Nikki Giovanni. Last night I rode over to Pasadena in search of THE Nikki Giovanni. And I found her. Standing behind a podium at CalTech, speaking to a crowd over 700. Let me clear things up: Nikki Giovanni was scheduled to speak during CalTech's Social Activists Lecture Series last night and I attended.
Three things you should know about me and Nikki Giovanni. One, when I was in elementary school in Woodlawn Ohio every other month Nikki Giovanni would visit my classroom and read poetry. Although quite small, I always sensed she was someone special who seemed very grounded in the conjuring of "words". Two, during my last year of high school my mom and her husband Ron moved us from the townhomes of Springdale to a house on Burns Avenue. Burns Avenue is the street where Nikki Giovanni grew up; a landmark she frequently mentions in her writing. We moved literally one block away from her legendary home. [It's also worth noting, a good friend of mine from high school and also senior class president, Tracey Farley Artis, laid claim that her family actually moved into the Burns Avenue landmark once the Giovanni's moved out.] Three, over the Winter Holidays my mom's youngest brother, Roger—my favorite, creative, smart, good-looking uncle, paid me a visit at my dad's. Once he arrived, he handed me three books—a collection of Langston Hughes' poems called DON'T YOU TURN BACK, and two Nikki Giovanni collections: The Women and the Men and Cotton Candy on a Rainy Day. He found them at a yard sale.

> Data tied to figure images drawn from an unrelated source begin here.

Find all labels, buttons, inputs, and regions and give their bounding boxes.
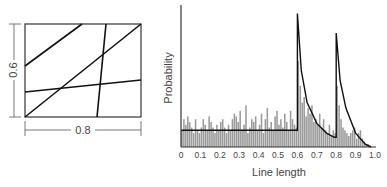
x-tick-label: 0.6 [291, 150, 303, 160]
histogram-bar [317, 125, 319, 147]
histogram-bar [259, 125, 261, 147]
histogram-bar [344, 130, 346, 147]
histogram-bar [305, 116, 307, 147]
histogram-bar [307, 108, 309, 147]
x-tick-label: 0.2 [214, 150, 226, 160]
histogram-bar [323, 119, 325, 147]
x-tick-label: 0.9 [350, 150, 362, 160]
histogram-bar [214, 133, 216, 147]
histogram-bar [257, 130, 259, 147]
histogram-bar [197, 130, 199, 147]
histogram-bar [232, 119, 234, 147]
histogram-bar [195, 119, 197, 147]
histogram-bar [263, 133, 265, 147]
x-tick-label: 0.4 [253, 150, 265, 160]
histogram-bar [216, 125, 218, 147]
x-tick-labels: 00.10.20.30.40.50.60.70.80.91.0 [179, 150, 382, 160]
histogram-bar [241, 130, 243, 147]
histogram-bar [338, 105, 340, 147]
x-tick-label: 0.1 [194, 150, 206, 160]
histogram-bar [327, 133, 329, 147]
histogram-bar [313, 122, 315, 147]
histogram-bar [309, 114, 311, 147]
histogram-bar [204, 125, 206, 147]
histogram-bar [218, 130, 220, 147]
random-line-3 [25, 80, 141, 92]
width-label: 0.8 [75, 124, 90, 136]
histogram-bar [294, 125, 296, 147]
histogram-bar [187, 116, 189, 147]
histogram-bar [352, 130, 354, 147]
histogram-bar [185, 125, 187, 147]
histogram-bar [276, 111, 278, 147]
x-axis-label: Line length [252, 166, 306, 178]
histogram-bar [220, 122, 222, 147]
histogram-bar [193, 133, 195, 147]
histogram-bar [255, 116, 257, 147]
x-tick-label: 0 [179, 150, 184, 160]
x-tick-label: 0.7 [311, 150, 323, 160]
width-dimension: 0.8 [25, 121, 141, 136]
histogram-bar [206, 130, 208, 147]
histogram-bar [230, 130, 232, 147]
histogram-bar [203, 119, 205, 147]
histogram-bar [265, 119, 267, 147]
histogram-bar [350, 133, 352, 147]
random-line-2 [25, 24, 141, 117]
histogram-bar [303, 97, 305, 147]
histogram-bar [319, 114, 321, 147]
histogram-bar [222, 119, 224, 147]
rectangle-diagram: 0.6 0.8 [7, 24, 141, 136]
histogram-bar [300, 86, 302, 147]
random-line-4 [97, 24, 106, 117]
histogram-bar [280, 119, 282, 147]
histogram-bar [356, 139, 358, 147]
histogram-bar [290, 111, 292, 147]
histogram-bar [286, 122, 288, 147]
histogram-bar [189, 122, 191, 147]
histogram-bar [247, 133, 249, 147]
histogram-bar [228, 125, 230, 147]
histogram-bar [333, 130, 335, 147]
histogram-bar [301, 103, 303, 147]
histogram-bar [342, 128, 344, 147]
histogram-bar [321, 128, 323, 147]
histogram-bar [348, 136, 350, 147]
figure: 0.6 0.8 00.10.20.30.40.50.60.70.80.91.0 … [0, 0, 387, 187]
x-tick-label: 0.8 [330, 150, 342, 160]
histogram-bar [239, 111, 241, 147]
histogram-bar [251, 119, 253, 147]
histogram-bar [292, 119, 294, 147]
histogram-bar [278, 125, 280, 147]
histogram-bar [270, 122, 272, 147]
histogram-bar [199, 133, 201, 147]
height-label: 0.6 [7, 62, 19, 77]
histogram-chart: 00.10.20.30.40.50.60.70.80.91.0 Probabil… [162, 5, 381, 178]
histogram-bar [236, 116, 238, 147]
x-tick-label: 0.5 [272, 150, 284, 160]
histogram-bar [183, 119, 185, 147]
histogram-bar [245, 105, 247, 147]
x-tick-label: 0.3 [233, 150, 245, 160]
height-dimension: 0.6 [7, 24, 21, 117]
histogram-bar [272, 130, 274, 147]
histogram-bar [329, 125, 331, 147]
histogram-bar [210, 122, 212, 147]
histogram-bar [253, 122, 255, 147]
histogram-bar [274, 116, 276, 147]
random-line-1 [25, 24, 82, 66]
y-axis-label: Probability [162, 52, 174, 104]
histogram-bar [340, 119, 342, 147]
histogram-bars [181, 61, 371, 147]
histogram-bar [243, 125, 245, 147]
x-tick-label: 1.0 [369, 150, 381, 160]
histogram-bar [288, 130, 290, 147]
histogram-bar [346, 133, 348, 147]
histogram-bar [237, 122, 239, 147]
histogram-bar [208, 116, 210, 147]
histogram-bar [267, 108, 269, 147]
histogram-bar [226, 133, 228, 147]
histogram-bar [331, 136, 333, 147]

Needless to say, last night was special for me. Although I arrived a bit late and was seated in the balcony with only a birds-eye view of Mz Giovanni, it was a night of inspiration and thought and truth. When I walked in she was dropping knowledge about Mars, about black folk and the Middle Passage, about those 17th-century Africans making a decision to live, to endure their new unwelcoming world across the Atlantic, about if there's anybody on this planet who'd understand how to transport and survive a far away place like Mars, it would be black Americans. It was moving.
She also re-told the haunting and horrific story of Emmitt Till's murder. I didn't know he was slightly overweight; I didn't know he stuttered; I didn't know he suffered with polio and walked with a limp. I didn't know his murderers drilled a hole into his eye before dumping him in that water. I didn't know the town's sheriff said that it was a shame his mother kept his casket open; I didn't know his mother said she kept his casket open to show the entire world THE SHAME.
I sat there listening to Nikki, laughing with Nikki, crying with Nikki, and I wondered if her shadowy presence in my childhood watered my creative seeds. If I owe a bit of my creative journey to her. And then I remembered something so spectacular. When I was in the first grade I wrote and illustrated a book. It was called THE SILLY PUPPET—about a puppet boy who was willing to do anything, anywhere, including kissing the ground and jumping to the sky. It won the Young Author's Award. The award ceremony was in an auditorium somewhere in Cincinnati. I remembered being a bit late and forced to sit in a far away seat, but when they called my name to receive the award, guess who was my presenter... Yes, Miss Nikki Giovanni.
Last night was not quite coming full circle, but it damn sure was very close.